Democrats plan national ban on LGBTQ discrimination to force GOP to kill it

Impact

Democrats in Congress will introduce a plan to ban discrimination against LGBTQ individuals nationwide as part of an effort to highlight Republican hostility to equal rights, BuzzFeed reported Monday.

While the bill will almost certainly be dead on arrival, Democrats hope the GOP response to the legislation will paint themselves as unsympathetic to a public that has swung widely in favor of LGBTQ rights in recent years.

"It's important for Americans to know whether members of Congress support full equality for our community or whether they support continued discrimination against LGBT Americans," Rep. David Cicilline (D-R.I.) told BuzzFeed.

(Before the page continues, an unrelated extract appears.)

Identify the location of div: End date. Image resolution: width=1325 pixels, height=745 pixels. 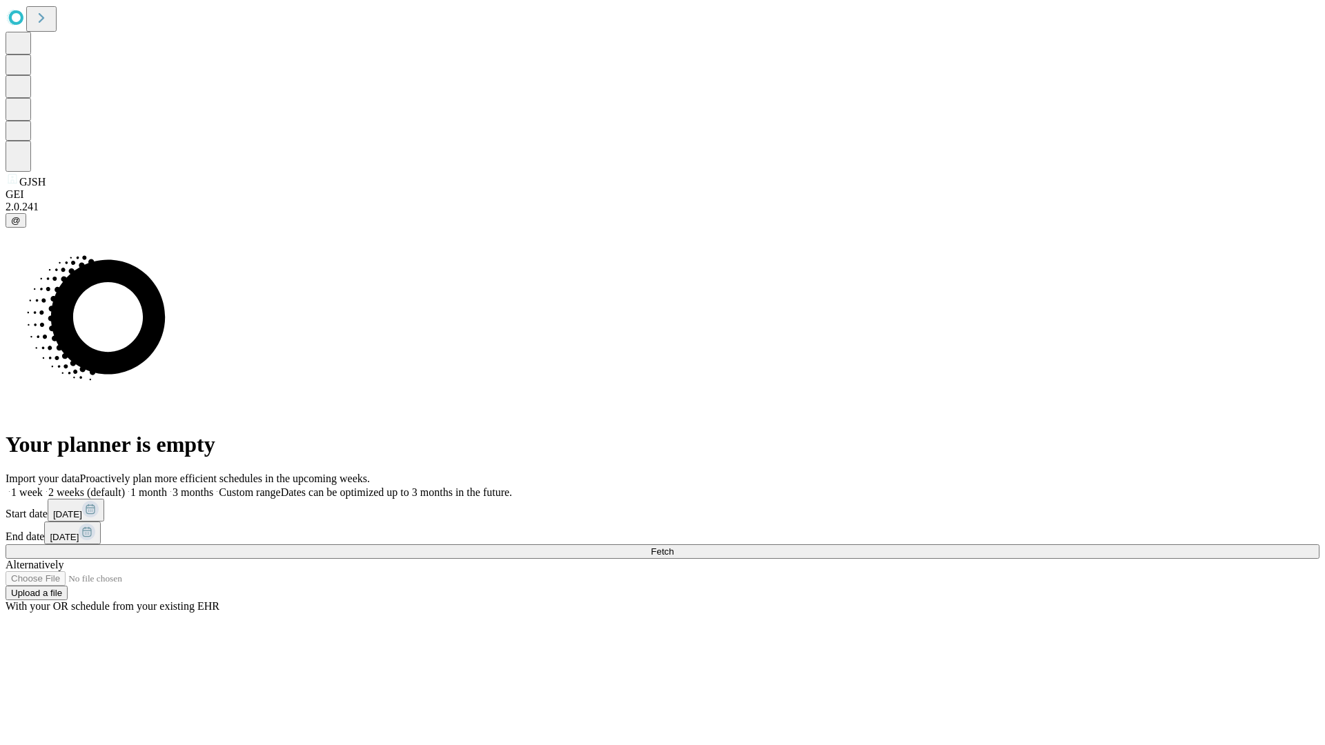
(663, 533).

Sen. Jeff Merkley (D-Ore.), who will sponsor the bill in the upper chamber, said Republicans who oppose the effort "should have to stand up and explain why."

Democrats endorsed a similar legislative effort in 2015 titled the Equality Act, though Republicans refused to allow the bill to be debated in committee. It is possible that this effort could meet the same fate.

However, LGBTQ rights are yet another issue where many Republicans find themselves out of sync with public opinion, President Donald Trump's half-hearted pivot on the issue notwithstanding.

While the public has broadly changed its tune on LGBTQ rights — Gallup polling found just 37% of adults remained opposed to legal same-sex marriage in 2016, as opposed to 59% a decade before — much of the GOP has been slower to join the bandwagon. On the state level, Republicans have introduced laws to preempt nondiscrimination ordinances, protect individuals' right to discriminate with so-called "religious freedom" laws and attack trans rights.

Recent PRRI polling found 69% of people in the U.S. support nondiscrimination laws, and 75% of people "incorrectly believe workplace nondiscrimination laws are already on the books."